Exhibitions - Living As A Nation

Utsa Hazarika
Living As A Nation

10.02.21 – 02.13.22

Year of Uncertainty (YoU)

On a black podium a clear plexiglass box houses a plant growing out of a thin layer of soil. The plexiglass box has four metal vents and UV lights feeding the plant from above. The UV light in the box is bright and reflecting pinkish-purple light into the room. Framing the box is two sheets of lime-green plexiglass that have a cut-out mosaic pattern.

Image: Installation view documenting stages of development from October to December 2021, "Utsa Hazarika: Living as a Nation", Queens Museum. Photo credit: Hai Zhang.
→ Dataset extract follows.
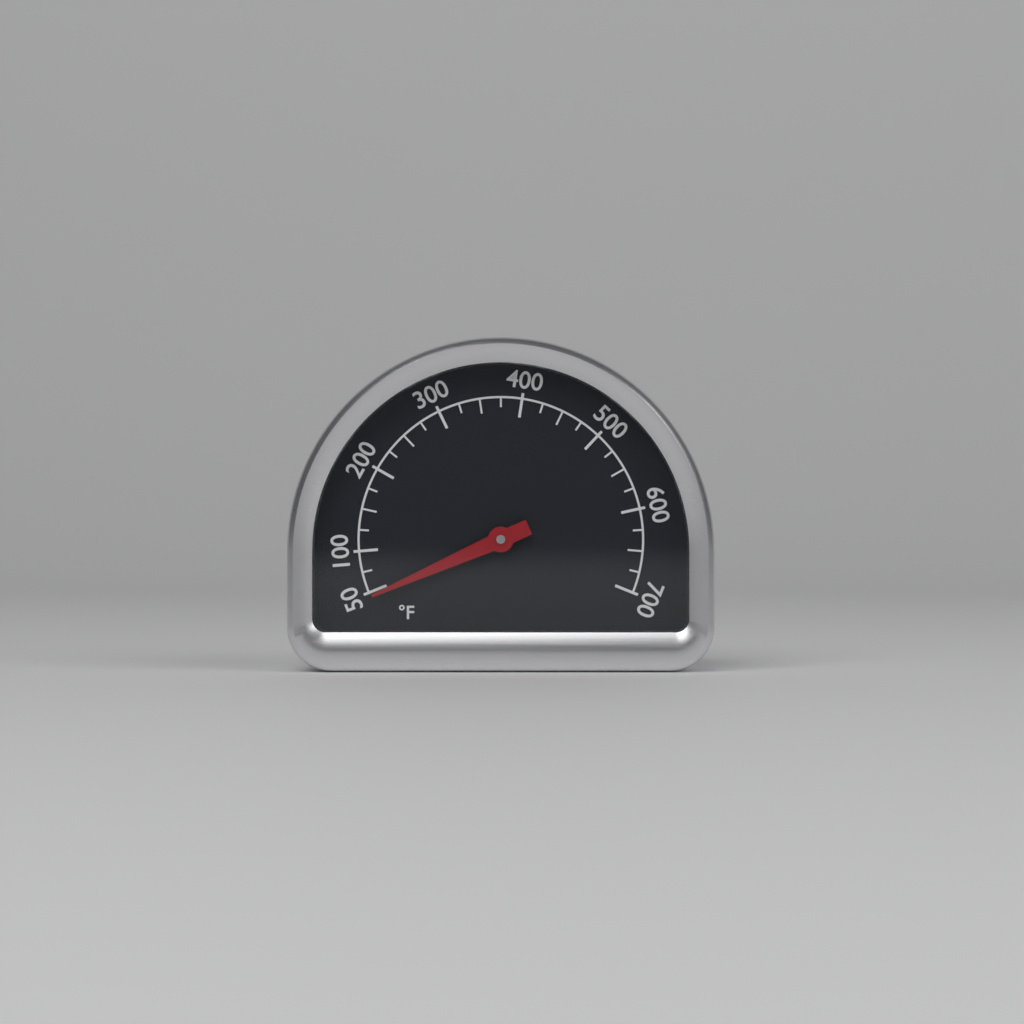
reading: 45 °F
For her Year of Uncertainty project, Artist-In-Residence Utsa Hazarika expands a body of artwork, research, and analysis on the subject of diasporic Desi identity.

 

Listen to Utsa Hazarika’s exhibition soundtrack and artist audio guide:

 

 

Click here to discover the samples/bibliography in order of appearance.

 

Living As A Nation explores the connections that are forged by Desi people outside of the borders of South Asian nation states. Developing forms of documentation and storytelling that move beyond the limits of academic social research, the artist asks: How do you chart the complexity of culture that is dislocated from its place of origin? What is the power of collective memory to withstand migration and political acts of disempowerment or erasure?

 

Hazarika has planned for the contents of her gallery to shift and grow over the course of the Year of Uncertainty’s three phases, to reveal different combinations of still and moving images, sculpture, and ephemera configured to embody and encourage reflection on spatial and temporal transits. These evolving forms hold histories, contemporary narratives, and personal reflections. Among the artist’s research areas are new movements for equality emerging in South Asia; archival maps of South Asia that explore its shifting conceptual terrain; narratives of historical and contemporary South Asian culture in Britain; and the Desi art and activism of community organizations in Queens, such as YoU Community Partner, Sakhi. In commingling them together, Hazarika acknowledges the multiplicity of truth, problems of representation, and the inextricable relationships between subjectivity and belonging.

 

Utsa Hazarika is an artist and writer. Her research-based practice ranges across video, installation and photography, and explores how an interdisciplinary dialogue between art and anthropology can push us to think about power, memory and resistance. Her work has been exhibited at venues in India and the United States, and she has been the recipient of residencies and fellowships internationally, including by the Asian Cultural Council, MASS MoCA, Lijiang Studio, and Khoj International Artists’ Association. Her art and academic research has been published in Ethnos: Journal of Anthropology, Trans Asia Photography Review, and The Caravan. Hazarika is based in Queens, NY.

Supporters

The Year of Uncertainty artist residencies and community partnerships are made possible by generous support from the Andrew W. Mellon Foundation, Rockefeller Brothers Fund, the Lambent Foundation, and the Jerome Foundation.

 

Major funding for the Queens Museum is generously provided by the New York City Department of Cultural Affairs, the New York State Council on the Arts with the support of Governor Kathy Hochul and the New York State Legislature.